Drag queens is a slang term that is used to describe one variation of male-to-female cross-dressing; drag queens are men who dress as women. They are typified by exaggeration and excess, often resulting in a clownish or cartoonlike presentation. Wigs, makeup, and fashion often are overdone or out of proportion, creating an exaggerated femininity that is instantly recognizable as false or appropriated. That recognition is central to the drag queen aesthetic; drag queens attempt to make the constructed nature of their gender obvious, intentionally borrowing both masculine and feminine qualities simultaneously to create a gender position outside of either. The term is believed to have developed in the homosexual community of Great Britain in the nineteenth century and derives from the slang words drag (clothing) and queen (an effeminate man).

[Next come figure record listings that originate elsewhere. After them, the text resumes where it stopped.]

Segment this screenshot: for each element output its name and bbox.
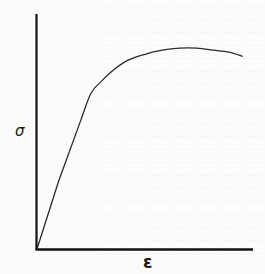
x-axis-label-epsilon: ε <box>143 252 152 272</box>
figure-page: ········································… <box>0 0 265 274</box>
y-axis-label-sigma: σ <box>15 122 25 140</box>
stress-strain-plot <box>0 0 265 274</box>
stress-strain-curve <box>37 48 242 249</box>
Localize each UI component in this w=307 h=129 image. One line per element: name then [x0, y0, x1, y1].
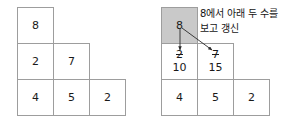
- cell-old-value: 2: [176, 49, 183, 61]
- cell-value: 2: [104, 92, 111, 104]
- cell-value: 4: [176, 92, 183, 104]
- pyramid-before: 8 2 7 4 5 2: [17, 7, 126, 116]
- pyramid-row: 2 10 7 15: [161, 43, 270, 80]
- cell-value: 15: [209, 62, 223, 74]
- pyramid-row: 4 5 2: [17, 79, 126, 116]
- pyramid-cell[interactable]: 4: [17, 79, 54, 116]
- cell-value: 7: [68, 56, 75, 68]
- pyramid-cell[interactable]: 2: [233, 79, 270, 116]
- pyramid-cell-highlighted[interactable]: 8: [161, 7, 198, 44]
- cell-value: 5: [212, 92, 219, 104]
- cell-old-value: 7: [212, 49, 219, 61]
- pyramid-cell[interactable]: 2: [17, 43, 54, 80]
- cell-value: 10: [173, 62, 187, 74]
- cell-value: 5: [68, 92, 75, 104]
- pyramid-cell[interactable]: 8: [17, 7, 54, 44]
- cell-value: 8: [32, 20, 39, 32]
- pyramid-cell[interactable]: 4: [161, 79, 198, 116]
- pyramid-row: 2 7: [17, 43, 126, 80]
- annotation-line-2: 보고 갱신: [200, 22, 304, 37]
- cell-value: 2: [32, 56, 39, 68]
- pyramid-cell[interactable]: 2 10: [161, 43, 198, 80]
- annotation-note: 8에서 아래 두 수를 보고 갱신: [200, 7, 304, 36]
- pyramid-cell[interactable]: 5: [53, 79, 90, 116]
- pyramid-row: 8: [17, 7, 126, 44]
- annotation-line-1: 8에서 아래 두 수를: [200, 7, 304, 22]
- pyramid-cell[interactable]: 5: [197, 79, 234, 116]
- cell-value: 8: [176, 20, 183, 32]
- pyramid-cell[interactable]: 2: [89, 79, 126, 116]
- cell-value: 2: [248, 92, 255, 104]
- diagram-canvas: 8 2 7 4 5 2 8: [0, 0, 307, 129]
- cell-value: 4: [32, 92, 39, 104]
- pyramid-row: 4 5 2: [161, 79, 270, 116]
- pyramid-cell[interactable]: 7 15: [197, 43, 234, 80]
- pyramid-cell[interactable]: 7: [53, 43, 90, 80]
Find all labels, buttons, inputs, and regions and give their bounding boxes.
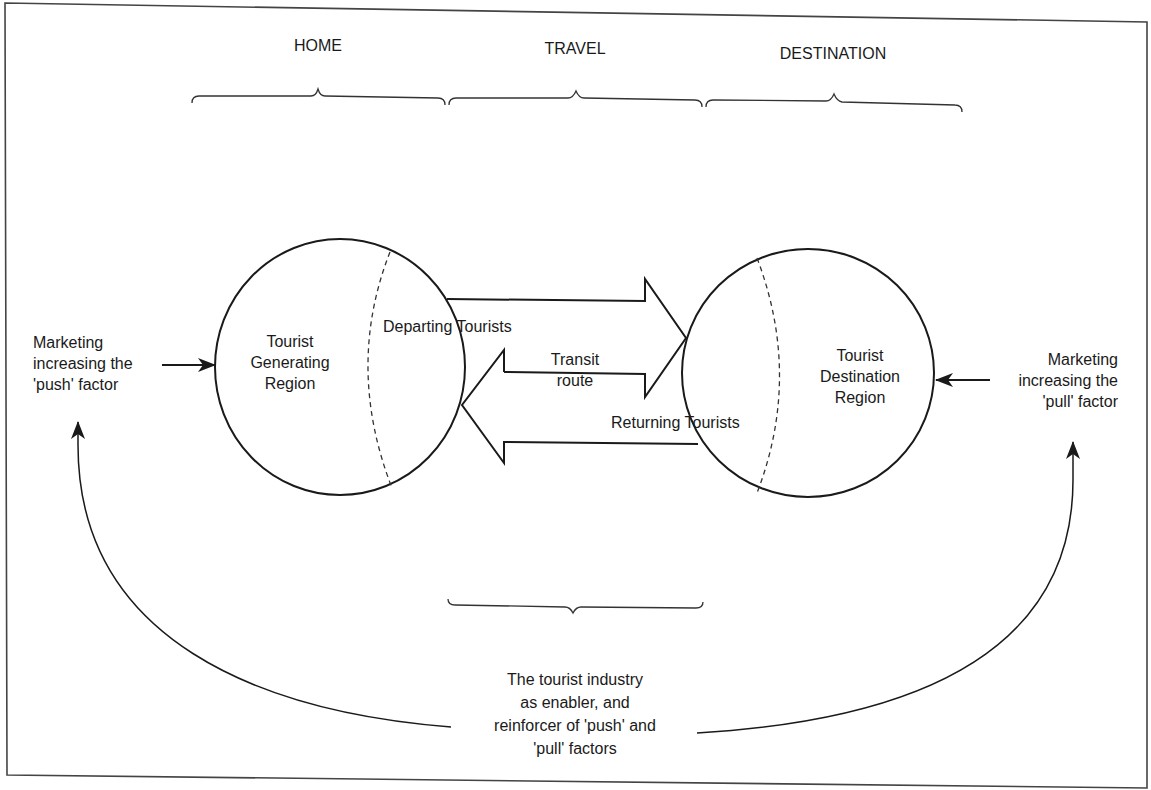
stage-label-home: HOME <box>258 35 378 56</box>
push-line-3: 'push' factor <box>33 374 133 395</box>
generating-region-divider <box>368 252 392 488</box>
transit-route-label: Transit route <box>525 349 625 391</box>
pull-line-2: increasing the <box>990 370 1118 391</box>
brace-destination <box>706 94 962 112</box>
generating-region-line-3: Region <box>230 373 350 394</box>
generating-region-label: Tourist Generating Region <box>230 331 350 394</box>
push-line-2: increasing the <box>33 353 133 374</box>
industry-line-3: reinforcer of 'push' and <box>455 714 695 737</box>
industry-to-push-curve <box>78 422 451 727</box>
stage-label-travel: TRAVEL <box>515 38 635 59</box>
pull-line-3: 'pull' factor <box>990 391 1118 412</box>
transit-line-2: route <box>525 370 625 391</box>
destination-region-line-1: Tourist <box>800 345 920 366</box>
stage-label-destination: DESTINATION <box>758 43 908 64</box>
transit-line-1: Transit <box>525 349 625 370</box>
destination-region-line-2: Destination <box>800 366 920 387</box>
marketing-push-label: Marketing increasing the 'push' factor <box>33 332 133 395</box>
generating-region-line-1: Tourist <box>230 331 350 352</box>
destination-region-label: Tourist Destination Region <box>800 345 920 408</box>
brace-home <box>192 89 445 105</box>
departing-tourists-label: Departing Tourists <box>383 316 512 337</box>
generating-region-line-2: Generating <box>230 352 350 373</box>
push-line-1: Marketing <box>33 332 133 353</box>
pull-line-1: Marketing <box>990 349 1118 370</box>
destination-region-line-3: Region <box>800 387 920 408</box>
returning-tourists-label: Returning Tourists <box>611 412 740 433</box>
industry-line-2: as enabler, and <box>455 691 695 714</box>
brace-travel <box>449 91 702 107</box>
destination-region-divider <box>757 258 780 493</box>
tourist-industry-label: The tourist industry as enabler, and rei… <box>455 668 695 760</box>
brace-industry <box>448 599 703 613</box>
marketing-pull-label: Marketing increasing the 'pull' factor <box>990 349 1118 412</box>
industry-line-1: The tourist industry <box>455 668 695 691</box>
industry-line-4: 'pull' factors <box>455 737 695 760</box>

The term often is used interchangeably with related but significantly different forms of cross-dressing: transvestitism and female impersonation. Transvestitism can be a fetishistic practice in which erotic pleasure is derived from an individual wearing clothes typically associated with the opposite sex. It more commonly applies to people who wear clothes inappropriate to their recognized sex, regardless of motive. It need not, and often is not, tied to sexuality in any way. While drag queens are a form of transvestitism in this general sense, they are almost always identified by their sexuality (gay men) and often have an intentionally transgressive function. Therefore, while related, the two terms are not synonymous.

In female impersonation the goal is to pass as a woman: to persuade observers that the impersonator is biologically a woman. This differs from the central goal of drag, which is to violate normative gender categories by refusing to occupy fully either masculine or feminine styles. Also related but not identical are various types of female-to-male cross-dressing. Drag kings are linked most closely to drag queens, but they have a different set of goals and expectations and should not be considered as a female version of drag queens.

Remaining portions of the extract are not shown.